All-in costs typically 2.5-4% of loan amount. Higher than conventional but offset by better terms over the loan's life.

Reserves

Agency loans typically require:

  • Tax escrow: monthly contribution to property tax reserve
  • Insurance escrow: monthly contribution to insurance reserve
  • Replacement reserve: $250-$450/unit/year typically (deposited monthly)
  • Capex reserve for major repairs (sometimes one-time at closing, sometimes ongoing)
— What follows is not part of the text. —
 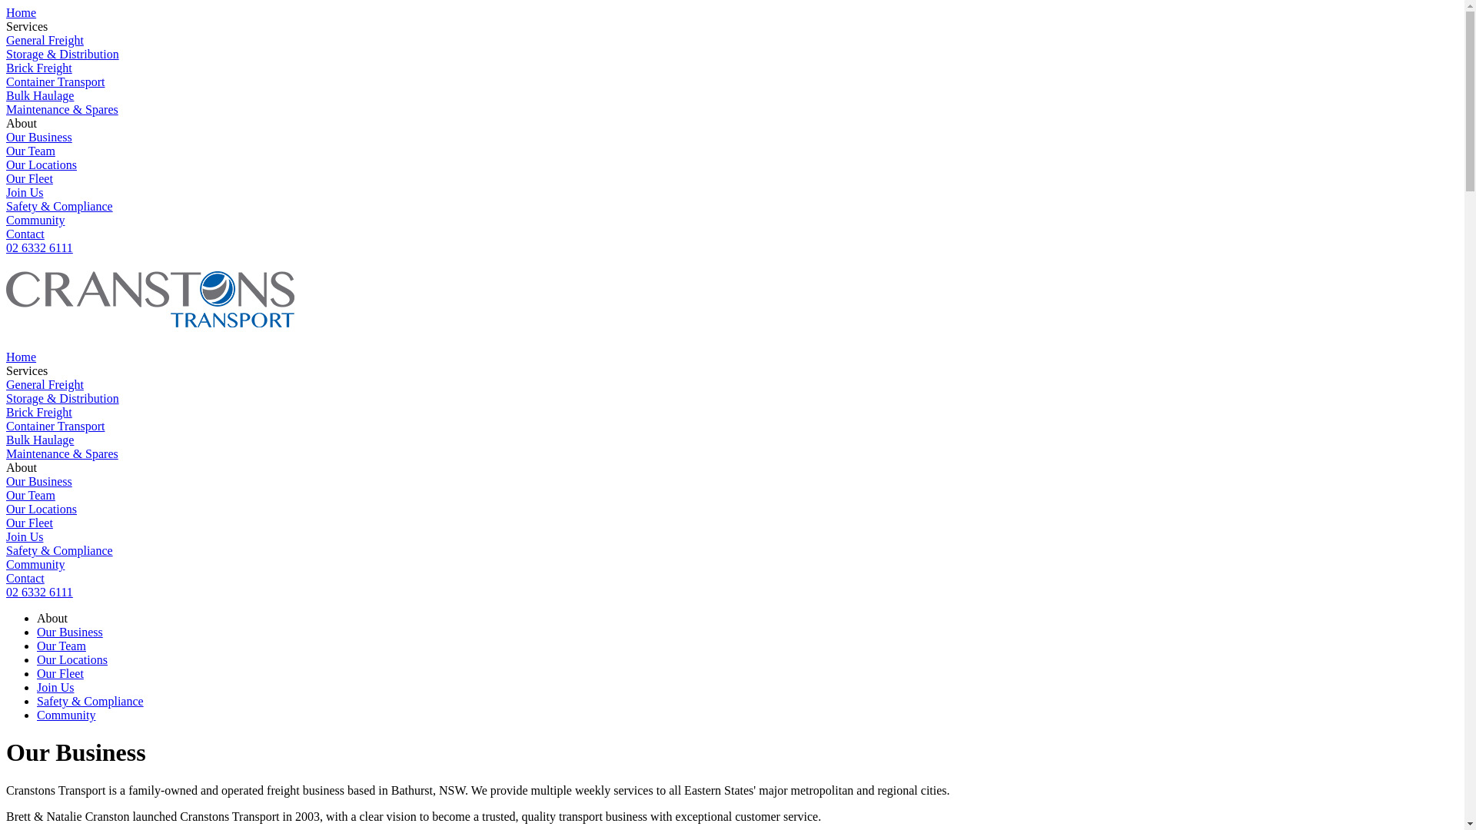 I want to click on Our Team, so click(x=61, y=646).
These are held by the lender and released against verified expenses. They reduce flexibility but ensure the property is properly maintained.

When NOT to use agency

Despite all the advantages, agency isn't always the right choice:

  • Property doesn't qualify (commercial mix, short-term rentals, etc.)
  • Heavy value-add or repositioning — bridge debt makes more sense
  • Need to close in 30 days — agency takes 60-90
  • Fix-and-flip — prepayment penalty hurts short holds
  • Mixed-use property with heavy commercial — conventional handles this better
  • First-time multifamily investor with no track record — banks may be more flexible

Real example — Freddie SBL on a Casselberry property

A 30-unit garden-style apartment property in Casselberry FL:

  • Purchase price: $4,500,000
  • NOI: $290,000
  • Going-in cap: 6.4%

Loan options compared:

| Lender | Rate | LTV | Term | Recourse | Prepayment | |---|---|---|---|---|---| | Local community bank | 7.25% | 70% | 5y | Full recourse | Step-down | | Regional bank | 6.85% | 70% | 7y | Partial recourse | Yield maintenance | | Freddie SBL | 5.95% | 75% | 10y | Non-recourse | Step-down |

The Freddie SBL wins on every dimension — lower rate, higher leverage, longer term, non-recourse, friendlier prepayment.
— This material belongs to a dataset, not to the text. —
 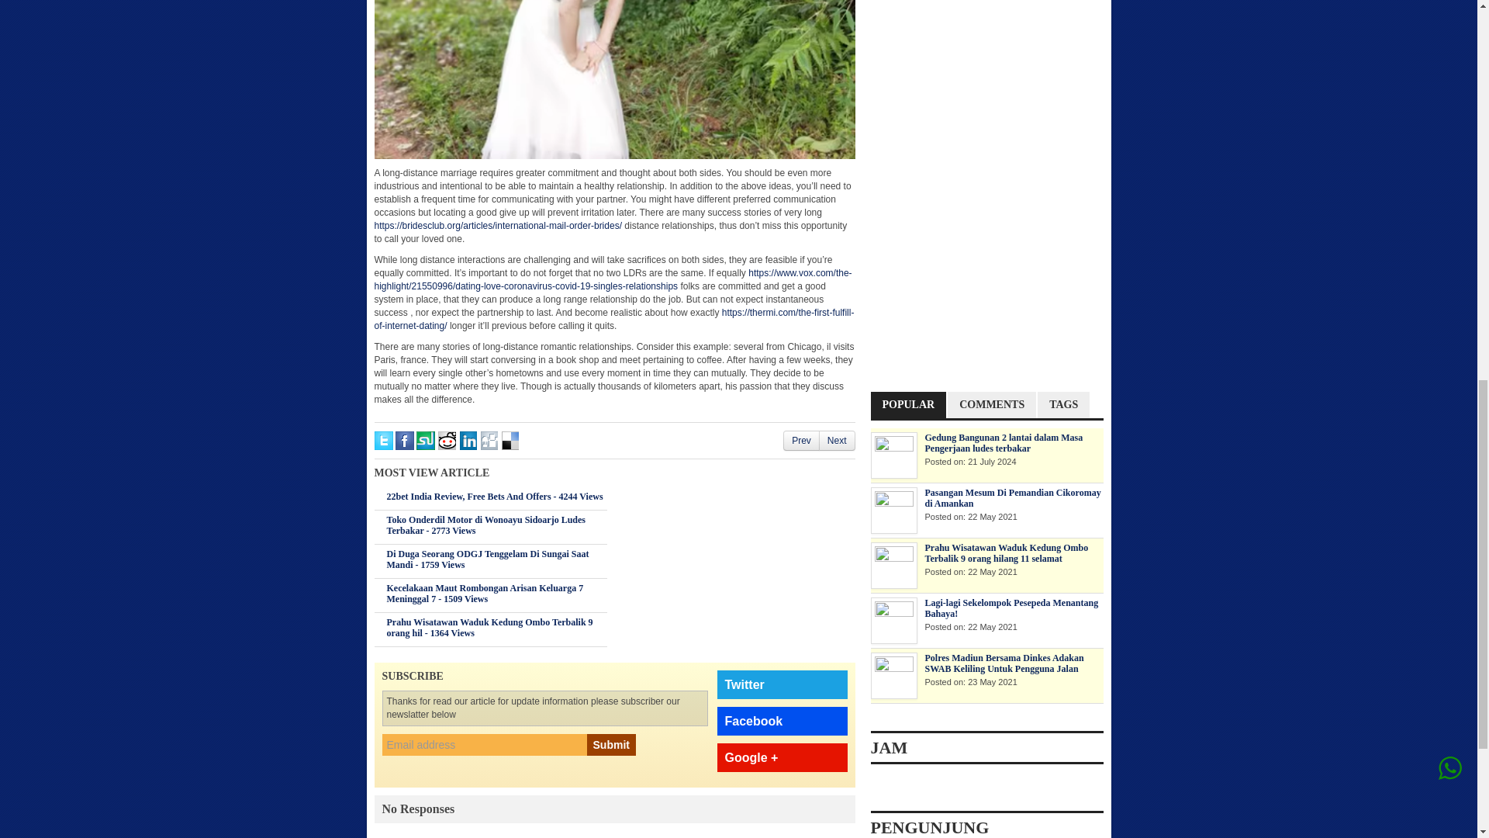 I want to click on GPlus, so click(x=782, y=757).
Loan size: $3,375,000 × 6 = annual debt service ~$240K → DSCR ~1.21x ✓

Annual savings vs the regional bank loan: roughly $30K in interest plus an extra $135K of leverage (so less equity required). Over 10 years, that's $300K+ of return improvement on a $4.5M deal.
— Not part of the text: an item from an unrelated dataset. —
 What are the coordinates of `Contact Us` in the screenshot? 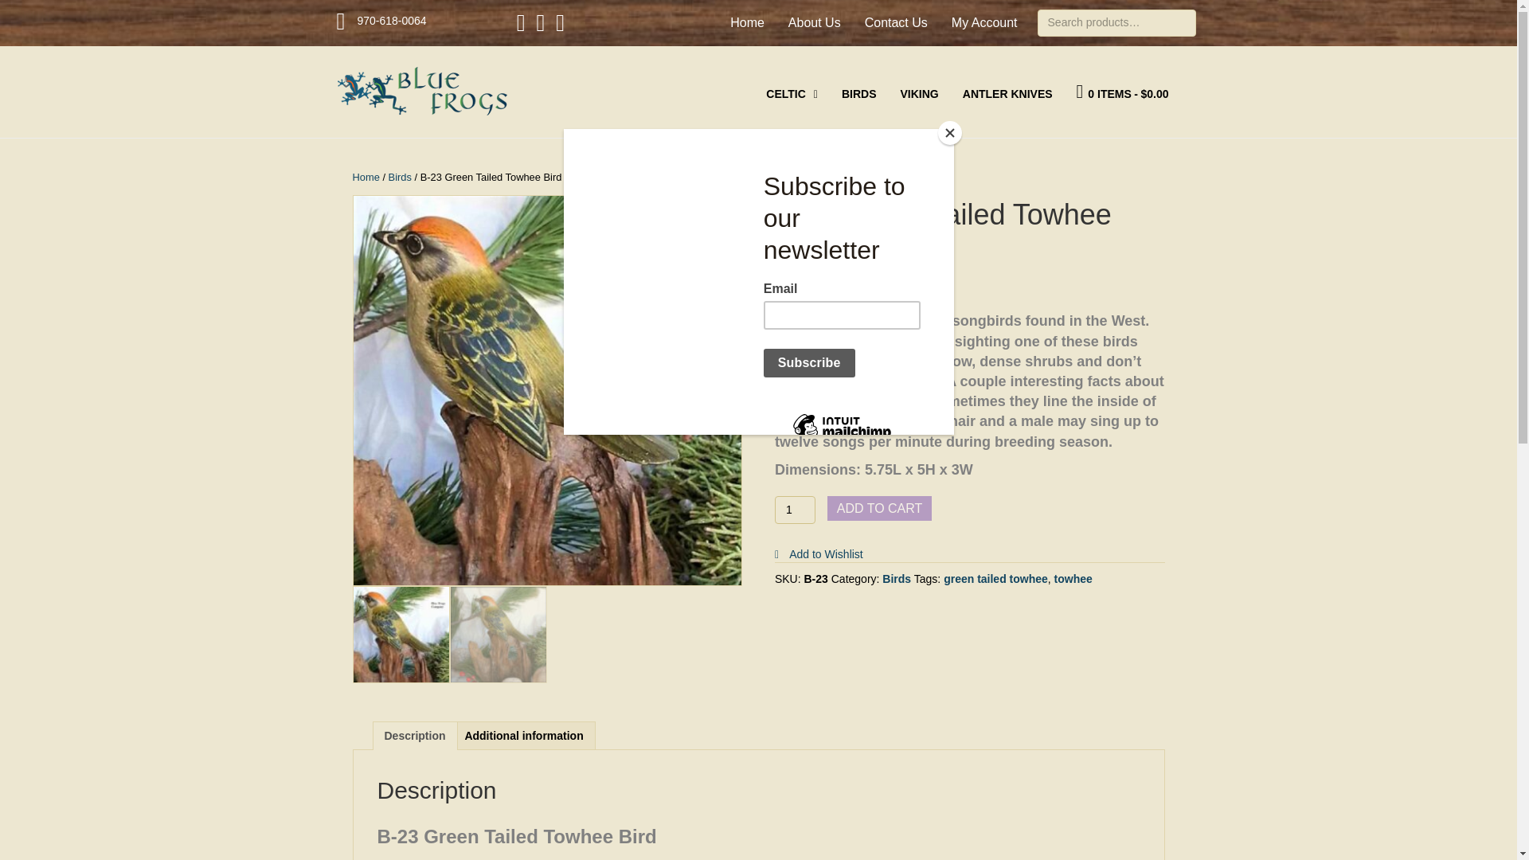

This is why every multifamily buyer should check agency pricing first.

What to take away

  • Fannie Mae and Freddie Mac dominate multifamily financing for stabilized properties
  • Agency debt offers the lowest rates, highest LTV, longest terms, and standard non-recourse
  • Fannie Mae DUS for larger loans; Freddie Mac SBL ($1M-$7.5M) for smaller multifamily
  • Originated by approved DUS / Optigo lenders, not directly by the agencies
  • Property must be 5+ units, stabilized (90% occupied 90+ days), standard product
  • Loans take 60-90 days to close, cost 2.5-4% in fees, require lender-controlled reserves
  • For any qualified multifamily deal, agency should always be on the shopping list
  • Not for value-add, mixed use, or commercial — use bridge or conventional for those

Next lesson: CMBS — the Wall Street capital markets debt that powers larger and more complex commercial deals.

Get Market Insights Delivered

Weekly Central Florida CRE updates — cap rates, new listings, market trends, and investment opportunities. No spam, unsubscribe anytime.